Saturday, November 3, 2018

Republic Doubles Down on Fake Election News

"Why up to 270,000 voters had trouble exercising their fundamental, constitutional right to cast a ballot in one of Arizona’s hottest primary elections in decades."  
-- Laurie Roberts, AZ Republic, citing AZ Republic'a flubbed election flub analysis

Bill Goodykoontz,  Media Maven [Arizona Republic]:


Today (11/3/18) your fine newspaper again featured the fake 270,000 voters affected number in an advertisement for its upcoming election coverage.   Sensational circulation generating claims trump integrity.

Much as I'm a fan of schadenfreude and karma,  your fine newspaper wasn't fair to Adrian Fontes ... and you have yet to confess and ask forgiveness.  Help me understand how this one got past the editors and recycled by Laurie Roberts, who's supposed to be an election maven.   Since it's hard to imagine that the paper is going after Fontes for partisan reasons,  it may just boil down to sensational claims sell newspapers.  

Gilligan


From: Slante9 J <slante9@msn.com>
Sent: Wednesday, September 26, 2018 1:05 PM
To: Ruelas, Richard
Subject: Thanks for asking...


In the precincts affected by the outage
11420 ballots were cast on election day
65693 ballots were cast prior to election day by mail or in person 

We know ahead of time that only about 30% of the registered voters in Maricopa county will vote in a primary.
We know ahead of time that most voters will vote before election day.   In the recent election, the number for the affected precincts 85% of the total vote.

Using the election day turnout rate for the unaffected precincts,  we get a proforma election day vote for the affected precincts of 12140.

The hard ceiling for the number possibly affected by the outage is 13,000.   But we know 11,420 were able to vote and that the affected precincts were closed for only part of the morning.

Using an estimated hourly arrival/voting rate at the affected precincts and the timeline recently provided by the Recorder,  the number of voters affected works out to about 2,500 with the number that might have been entirely deterred at about 600-700,  using the difference between the proforma vote and the actual vote.

Sure it's an educated guess ... an educated guess informed by 50 years of experience -- from here to Aramco and Vietnam -- and four college degrees including econometrics and mathematical economics.

You don't need a degree in econometrics to figure this out, though, but it does help to have a Falcon Northwest heavy duty workstation that loads a big spreadsheet really fast -- the [entire] publicly available precinct detail.   

Thanks again.   This was fun

Gilligan




From: Ruelas, Richard <richard.ruelas@arizonarepublic.com>
Sent: Wednesday, September 26, 2018 12:06 PM
To: Slante9 J
Subject: RE: How can we trust fact checking when ...

Thanks for taking the time to write [Mr. Ruelas].

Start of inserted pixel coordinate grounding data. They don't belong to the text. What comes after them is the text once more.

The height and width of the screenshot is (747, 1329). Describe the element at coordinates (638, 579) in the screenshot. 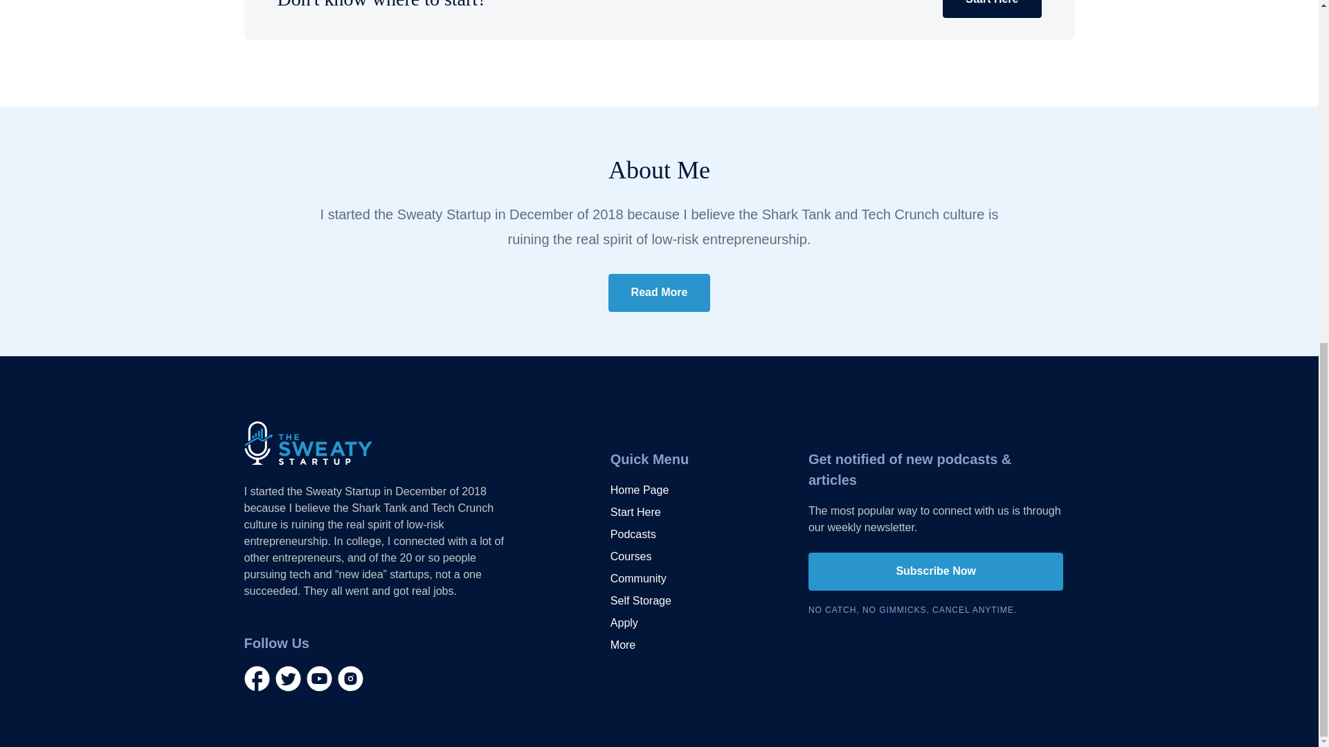

I see `Community` at that location.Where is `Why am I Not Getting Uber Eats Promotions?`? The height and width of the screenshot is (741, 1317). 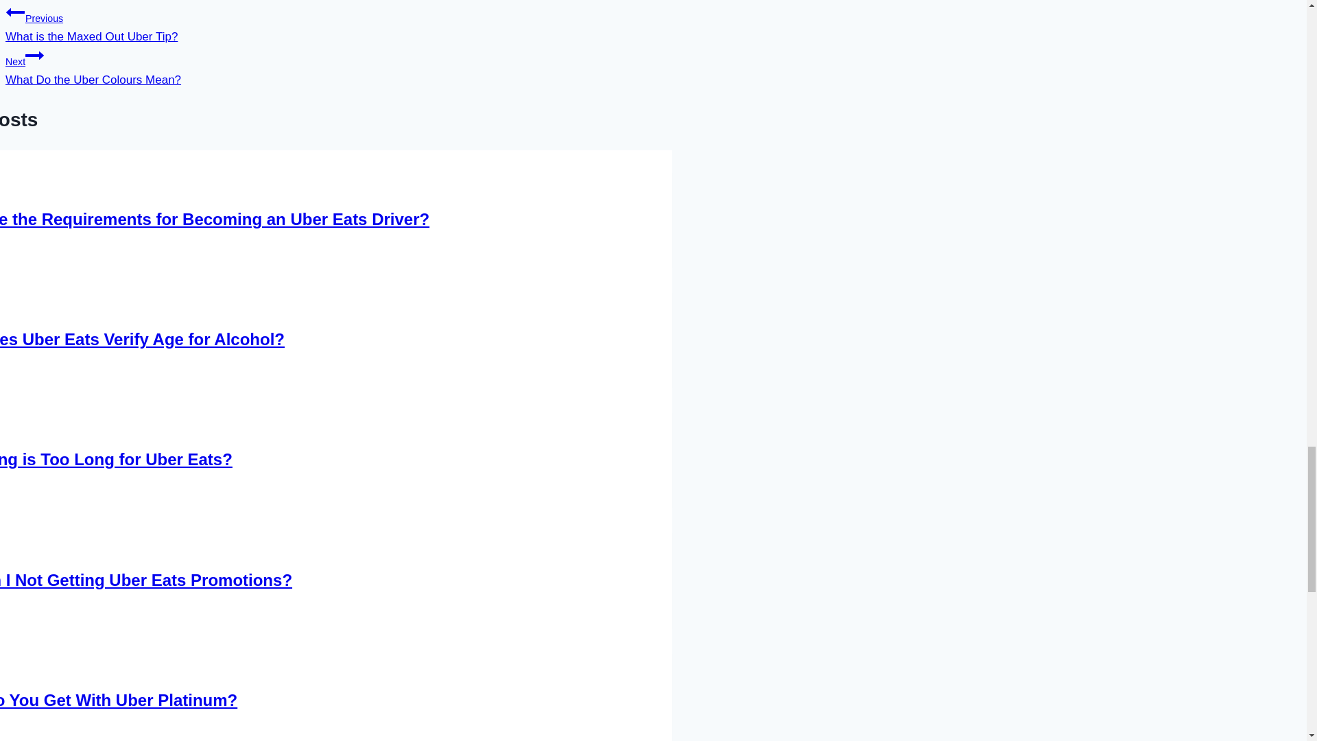 Why am I Not Getting Uber Eats Promotions? is located at coordinates (34, 55).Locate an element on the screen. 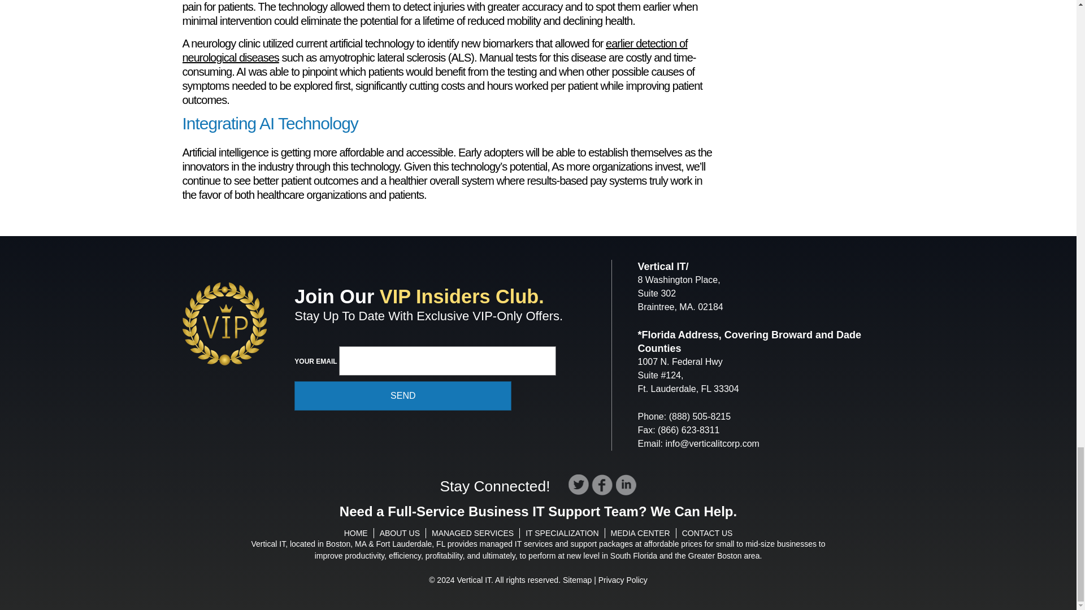 The width and height of the screenshot is (1085, 610). earlier detection of neurological diseases is located at coordinates (434, 50). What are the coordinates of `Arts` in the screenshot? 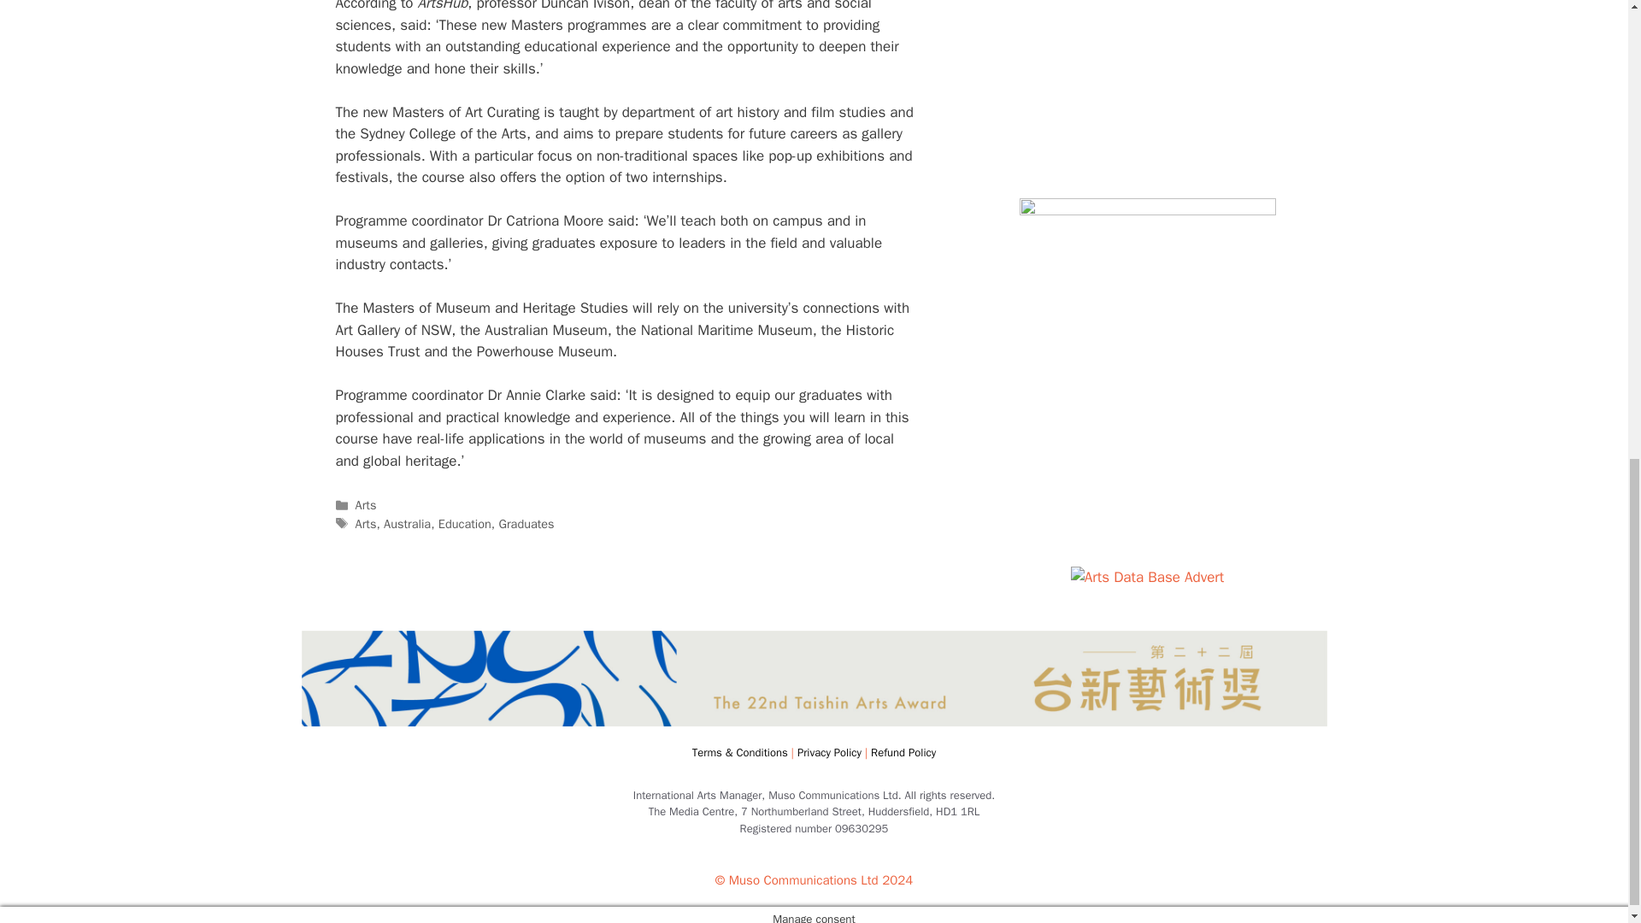 It's located at (366, 523).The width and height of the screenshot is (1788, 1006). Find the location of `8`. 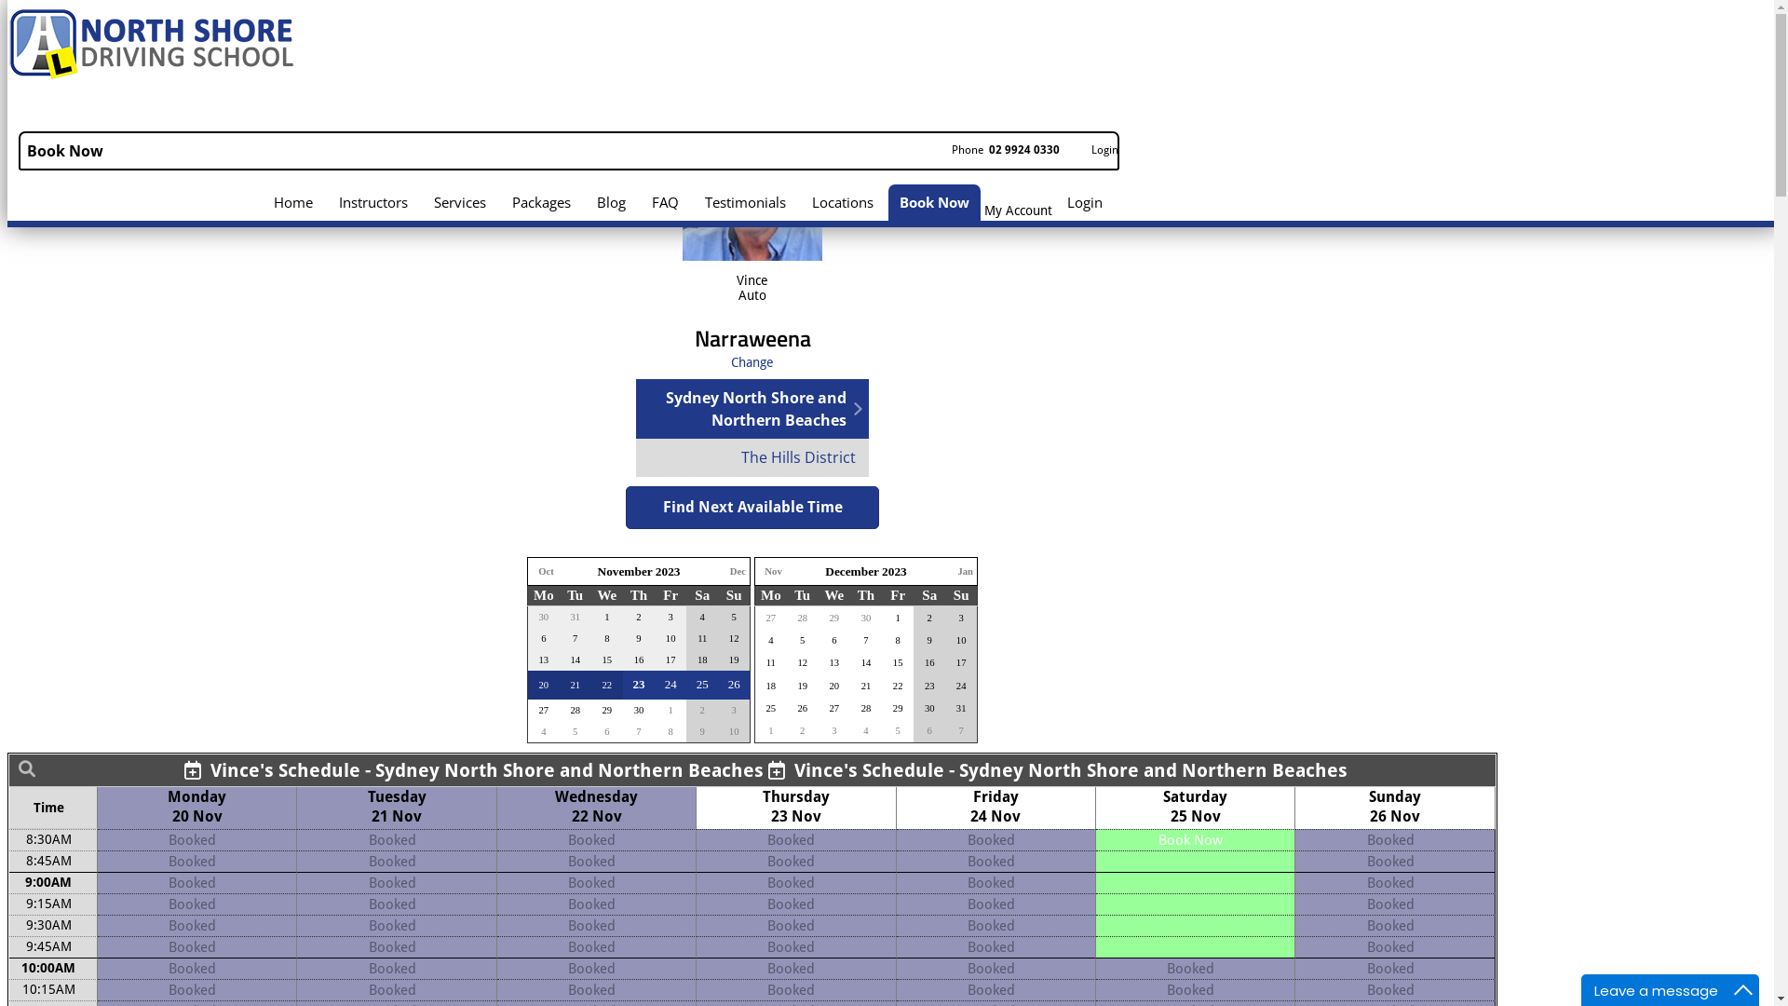

8 is located at coordinates (898, 641).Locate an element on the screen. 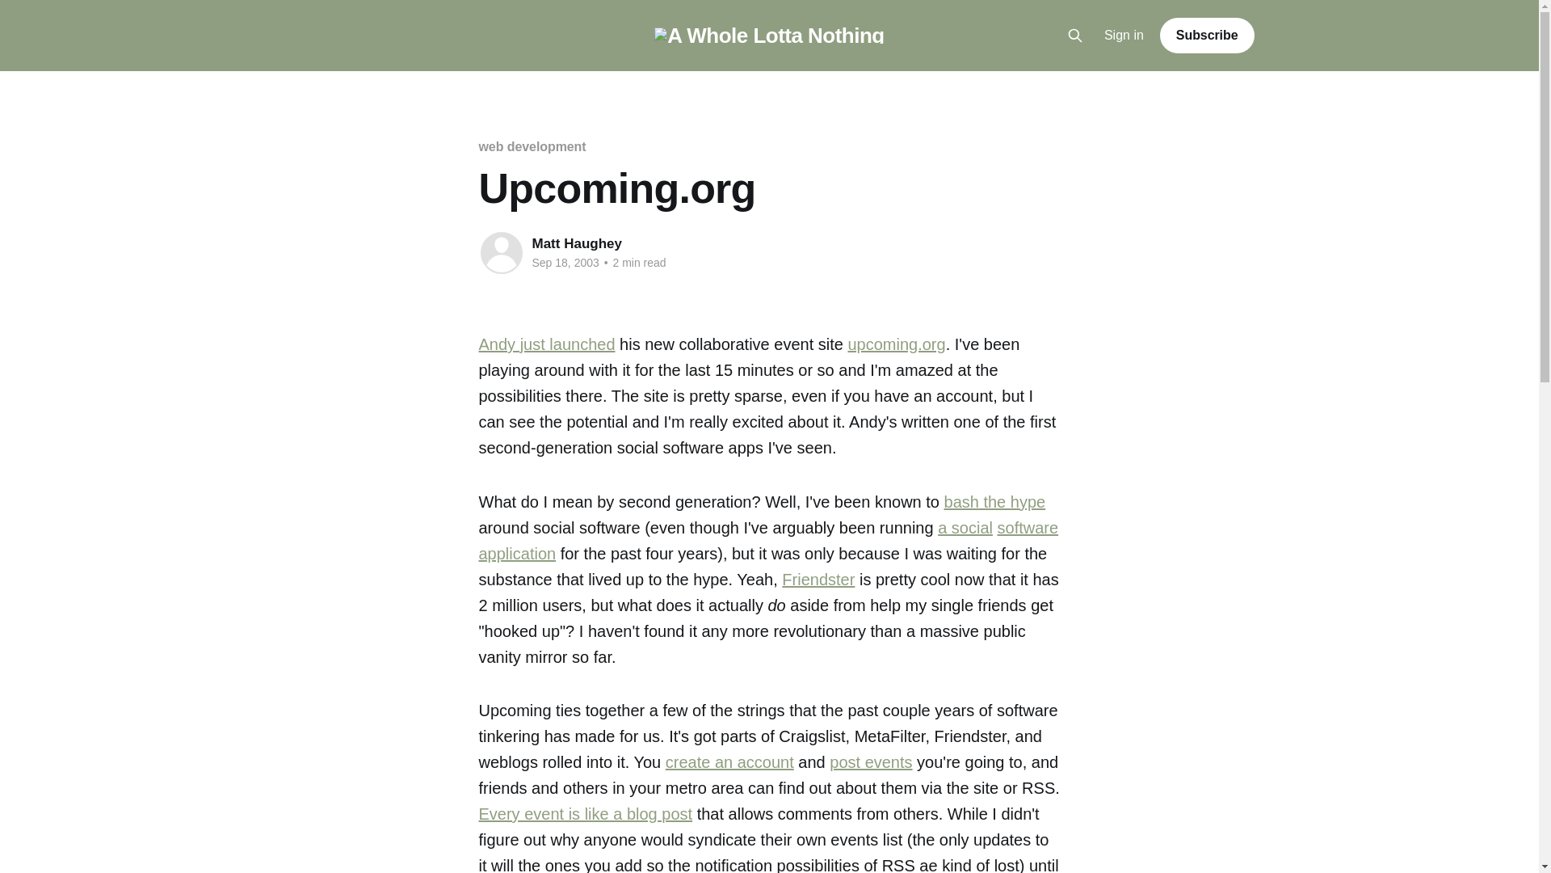 The width and height of the screenshot is (1551, 873). Matt Haughey is located at coordinates (577, 243).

My job was to simply fact check the governor’s debate.
The things you mention are out of my wheelhouse.

Still…

Your clean energy comments are interesting. But they don’t negate Abe’s opinion, which is his job to express.
I am not aware of the Clean Energy folks saying the initiative would stop global warming. If that does become part of the argument, your information could come in handy.
I’ll pass it along to our actual Fact Check team that looks at claims and ads.

As to the 270,000 number, it appears that number was calculated by counting all registered voters in the precinct.
You are correct that those who had already decided not to vote on that day would not have been affected.
I don’t know of a way of knowing that the figure is.
We also don’t know how many people attempted to vote, were met with delays and decided not to cast a ballot.
To me, reporting the overall potential number of voters affected is a valid number.
I don’t know what your calculations are, but given the unknown quantity of voters who might have voted but not for the problems, that would be an educated estimate. Agreed?

Thanks for reading.
Please continue to keep us on our toes.
Richard Ruelas
Arizona Republic

From: Slante9 J <Slante9@msn.com>
Sent: Wednesday, September 26, 2018 10:55 AM
To: Ruelas, Richard <richard.ruelas@arizonarepublic.com>

Subject: How can we trust fact checking when ...

Mr. Ruelas:

How can we trust the Republic's fact checking when you refuse to correct your own mistakes.

The Republic claimed 270,000 voters were affected by Recorder Fontes's election day problems.   Preposterous.   Only 101,000 people voted on election day and even then most of these don't live in the precincts affected by the outages that lasted only a few hours.

My analysis of the problem indicates that only about 2,500 voters would have been affected and that probably only about 600 people might have been deterred from voting at all by the outages.